The H2 shape showed meaningful improvement. The HY22 interims recorded NPAT of NZ$-15.2m; the implied second-half NPAT was NZ$-20.8m, meaning H2 was the heavier loss period despite a stronger booking environment. This suggests cost step-ups and investment deployment were concentrated in the second half, which matters for the trajectory entering FY23.
Expectations
The 67% growth in online bookings signals improving operating leverage potential as volumes normalise, and management cited average revenue per booking rising 8% to NZ$5.80.

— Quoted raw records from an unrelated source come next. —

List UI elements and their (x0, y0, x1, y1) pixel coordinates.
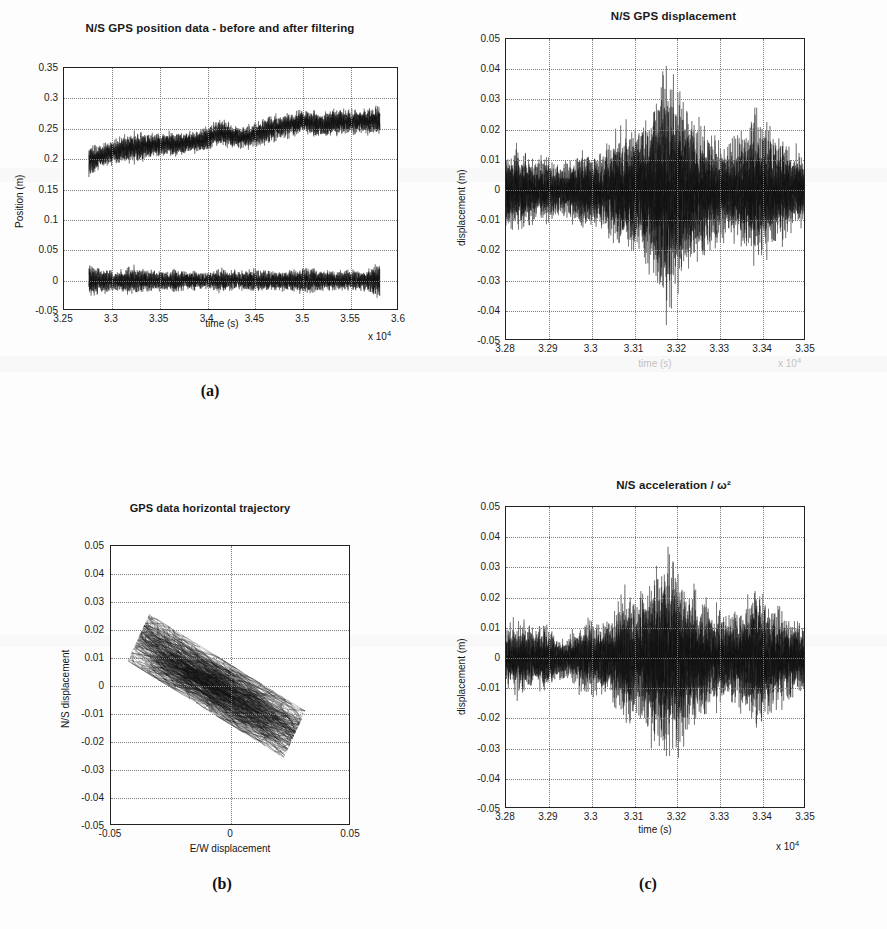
panel-c-xtick: 3.31 (624, 343, 643, 354)
subfigure-label-a: (a) (201, 382, 220, 400)
panel-c-x-exponent-power: 4 (797, 356, 801, 365)
panel-a-xtick: 3.6 (391, 313, 405, 324)
panel-b-xlabel: E/W displacement (190, 843, 271, 854)
panel-c-xlabel: time (s) (638, 358, 671, 369)
panel-a-plot-area (63, 67, 398, 310)
panel-b-ytick: 0.02 (62, 624, 104, 635)
panel-a-ytick: 0.35 (16, 62, 58, 73)
panel-b-ytick: 0.04 (62, 568, 104, 579)
panel-a: N/S GPS position data - before and after… (0, 0, 440, 420)
panel-a-ytick: 0 (16, 274, 58, 285)
panel-a-ytick: 0.3 (16, 92, 58, 103)
panel-c-ytick: -0.04 (458, 304, 500, 315)
panel-b-ytick: -0.04 (62, 792, 104, 803)
panel-b-xtick: -0.05 (99, 828, 122, 839)
panel-a-title: N/S GPS position data - before and after… (0, 22, 440, 34)
panel-c-ytick: 0.05 (458, 33, 500, 44)
panel-b-ytick: -0.02 (62, 736, 104, 747)
panel-a-xtick: 3.35 (149, 313, 168, 324)
panel-c-ytick: -0.03 (458, 274, 500, 285)
panel-a-ytick: -0.05 (16, 305, 58, 316)
panel-c-xtick: 3.29 (538, 343, 557, 354)
panel-c-traces (506, 39, 805, 340)
panel-a-ylabel: Position (m) (14, 175, 25, 228)
panel-d-xtick: 3.3 (584, 811, 598, 822)
panel-a-xtick: 3.45 (245, 313, 264, 324)
panel-d-ytick: 0.03 (458, 561, 500, 572)
panel-d-xtick: 3.33 (710, 811, 729, 822)
panel-c-xtick: 3.28 (495, 343, 514, 354)
figure-page: N/S GPS position data - before and after… (0, 0, 887, 929)
panel-b: GPS data horizontal trajectory 0.05 0.04… (0, 480, 440, 929)
panel-b-xtick: 0.05 (340, 828, 359, 839)
panel-c-ytick: -0.05 (458, 335, 500, 346)
panel-c-xtick: 3.34 (752, 343, 771, 354)
panel-d-x-exponent: x 104 (776, 839, 799, 852)
panel-d-xtick: 3.31 (624, 811, 643, 822)
panel-c-ylabel: displacement (m) (456, 169, 467, 246)
panel-a-ytick: 0.2 (16, 153, 58, 164)
panel-c-ytick: 0.04 (458, 63, 500, 74)
panel-d-title: N/S acceleration / ω² (480, 479, 867, 491)
panel-d-ytick: 0.02 (458, 591, 500, 602)
panel-a-xtick: 3.55 (340, 313, 359, 324)
panel-a-ytick: 0.25 (16, 122, 58, 133)
panel-d-xtick: 3.34 (752, 811, 771, 822)
subfigure-label-b: (b) (212, 875, 232, 893)
panel-b-title: GPS data horizontal trajectory (40, 502, 380, 514)
panel-d-traces (506, 507, 805, 808)
panel-d-ytick: 0.04 (458, 531, 500, 542)
panel-a-x-exponent-base: x 10 (368, 331, 387, 342)
panel-c-title: N/S GPS displacement (480, 10, 867, 22)
panel-c-x-exponent-base: x 10 (778, 358, 797, 369)
panel-d-xtick: 3.32 (667, 811, 686, 822)
subfigure-label-c: (c) (639, 875, 657, 893)
panel-a-x-exponent-power: 4 (387, 329, 391, 338)
panel-d-ytick: -0.05 (458, 803, 500, 814)
panel-d-x-exponent-power: 4 (795, 839, 799, 848)
panel-b-ytick: 0.03 (62, 596, 104, 607)
panel-c-xtick: 3.3 (584, 343, 598, 354)
panel-b-plot-area (110, 545, 350, 825)
panel-d-ytick: -0.03 (458, 742, 500, 753)
panel-c-xtick: 3.32 (667, 343, 686, 354)
panel-b-xtick: 0 (227, 828, 233, 839)
panel-a-xtick: 3.5 (295, 313, 309, 324)
panel-b-ytick: -0.03 (62, 764, 104, 775)
panel-a-x-exponent: x 104 (368, 329, 391, 342)
panel-c: N/S GPS displacement 0.05 0.04 0.03 0 (440, 0, 887, 400)
panel-b-ytick: 0.05 (62, 540, 104, 551)
panel-d-ytick: 0.01 (458, 621, 500, 632)
panel-b-ylabel: N/S displacement (60, 650, 71, 728)
panel-d-ytick: 0.05 (458, 501, 500, 512)
panel-c-ytick: 0.01 (458, 153, 500, 164)
panel-d-plot-area (505, 506, 805, 808)
panel-d-xtick: 3.29 (538, 811, 557, 822)
panel-c-x-exponent: x 104 (778, 356, 801, 369)
panel-d-xtick: 3.35 (795, 811, 814, 822)
panel-d-x-exponent-base: x 10 (776, 841, 795, 852)
panel-d-ytick: -0.04 (458, 772, 500, 783)
panel-c-ytick: 0.02 (458, 123, 500, 134)
panel-c-ytick: 0.03 (458, 93, 500, 104)
panel-a-xlabel: time (s) (205, 318, 238, 329)
panel-d-xtick: 3.28 (495, 811, 514, 822)
panel-b-traces (111, 546, 350, 825)
panel-a-ytick: 0.05 (16, 244, 58, 255)
panel-c-plot-area (505, 38, 805, 340)
panel-d-ylabel: displacement (m) (456, 638, 467, 715)
panel-a-xtick: 3.3 (104, 313, 118, 324)
panel-c-xtick: 3.33 (710, 343, 729, 354)
panel-a-traces (64, 68, 398, 310)
panel-c-xtick: 3.35 (795, 343, 814, 354)
panel-d-xlabel: time (s) (638, 824, 671, 835)
panel-d: N/S acceleration / ω² 0.05 0.04 0.03 (440, 465, 887, 929)
panel-a-xtick: 3.25 (53, 313, 72, 324)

No formal FY23 financial targets are disclosed in this release. The company is in an explicit investment phase with average cash burn of approximately NZ$3.0m per month cited in the presentation materials and NZ$124.5m of cash on hand. The key uncertainty is whether booking-volume momentum can sustain pace sufficient to bend the FCF curve before the company needs to revisit the capital markets.
Quality of result
However, the reported NPAT and FCF are heavily investment-shaped rather than reflective of underlying earnings power. With capex at 88.9% of revenue and capitalised development alone at NZ$15.3m, a significant portion of FY22 spending is being deferred to the income statement via future amortisation. This means reported losses are not a clean read on the cash economics going forward; the amortisation drag will build.

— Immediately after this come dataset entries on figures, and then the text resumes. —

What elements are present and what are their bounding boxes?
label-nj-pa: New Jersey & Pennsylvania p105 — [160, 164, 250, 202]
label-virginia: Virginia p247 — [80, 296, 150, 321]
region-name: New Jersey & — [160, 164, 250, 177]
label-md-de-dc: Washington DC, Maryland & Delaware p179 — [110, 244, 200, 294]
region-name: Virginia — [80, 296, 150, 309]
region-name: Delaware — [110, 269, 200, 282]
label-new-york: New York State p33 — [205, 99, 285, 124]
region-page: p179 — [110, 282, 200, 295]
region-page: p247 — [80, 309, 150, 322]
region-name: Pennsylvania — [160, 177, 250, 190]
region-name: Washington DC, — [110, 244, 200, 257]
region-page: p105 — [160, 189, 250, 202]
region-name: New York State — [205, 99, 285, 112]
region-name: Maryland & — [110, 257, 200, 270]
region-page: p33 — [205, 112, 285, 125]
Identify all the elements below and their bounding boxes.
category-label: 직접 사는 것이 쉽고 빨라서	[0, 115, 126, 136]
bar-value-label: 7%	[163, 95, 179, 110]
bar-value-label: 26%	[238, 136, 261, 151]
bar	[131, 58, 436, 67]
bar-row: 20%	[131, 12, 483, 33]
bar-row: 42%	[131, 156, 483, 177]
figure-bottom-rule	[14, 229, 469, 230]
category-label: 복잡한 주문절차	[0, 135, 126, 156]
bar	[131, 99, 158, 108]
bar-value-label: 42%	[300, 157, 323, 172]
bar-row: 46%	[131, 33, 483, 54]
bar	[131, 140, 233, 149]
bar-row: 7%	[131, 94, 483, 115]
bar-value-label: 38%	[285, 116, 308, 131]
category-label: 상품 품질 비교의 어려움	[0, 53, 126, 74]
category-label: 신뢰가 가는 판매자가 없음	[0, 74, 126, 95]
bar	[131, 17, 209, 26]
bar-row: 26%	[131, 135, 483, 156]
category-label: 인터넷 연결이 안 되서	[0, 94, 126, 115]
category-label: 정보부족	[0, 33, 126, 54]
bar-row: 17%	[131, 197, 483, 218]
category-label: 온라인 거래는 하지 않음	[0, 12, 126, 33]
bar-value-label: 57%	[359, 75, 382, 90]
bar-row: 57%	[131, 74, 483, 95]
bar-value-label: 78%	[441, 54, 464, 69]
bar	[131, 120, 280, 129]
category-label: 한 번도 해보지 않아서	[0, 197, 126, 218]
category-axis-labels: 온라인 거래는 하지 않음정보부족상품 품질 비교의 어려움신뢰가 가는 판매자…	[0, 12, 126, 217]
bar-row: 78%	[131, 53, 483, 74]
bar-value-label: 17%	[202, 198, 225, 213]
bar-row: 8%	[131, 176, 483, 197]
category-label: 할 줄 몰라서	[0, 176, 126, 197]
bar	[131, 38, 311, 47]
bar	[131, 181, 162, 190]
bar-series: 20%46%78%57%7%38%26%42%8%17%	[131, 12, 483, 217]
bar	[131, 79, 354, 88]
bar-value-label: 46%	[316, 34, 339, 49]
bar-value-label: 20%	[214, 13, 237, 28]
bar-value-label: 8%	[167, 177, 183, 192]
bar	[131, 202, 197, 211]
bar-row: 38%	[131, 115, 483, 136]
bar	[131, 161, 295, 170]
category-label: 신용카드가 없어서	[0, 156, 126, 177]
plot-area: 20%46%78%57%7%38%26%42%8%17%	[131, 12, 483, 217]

Cash quality is constrained: OCF of NZ$-18.5m was flat year-on-year despite 43.8% revenue growth, implying operating scale benefits were absorbed by cost growth. FCF of NZ$-34.5m against the historical range of NZ$-5.5m to NZ$1.3m is structural at current investment levels. Debtor days of 44.2 against the historical baseline mean of 22.3 days represents the most concrete near-term watch item for cash conversion.
Unresolved
This briefing cannot assess whether the Booking.com for Business channel concentration creates renewal or renegotiation risk that would alter the forward revenue trajectory.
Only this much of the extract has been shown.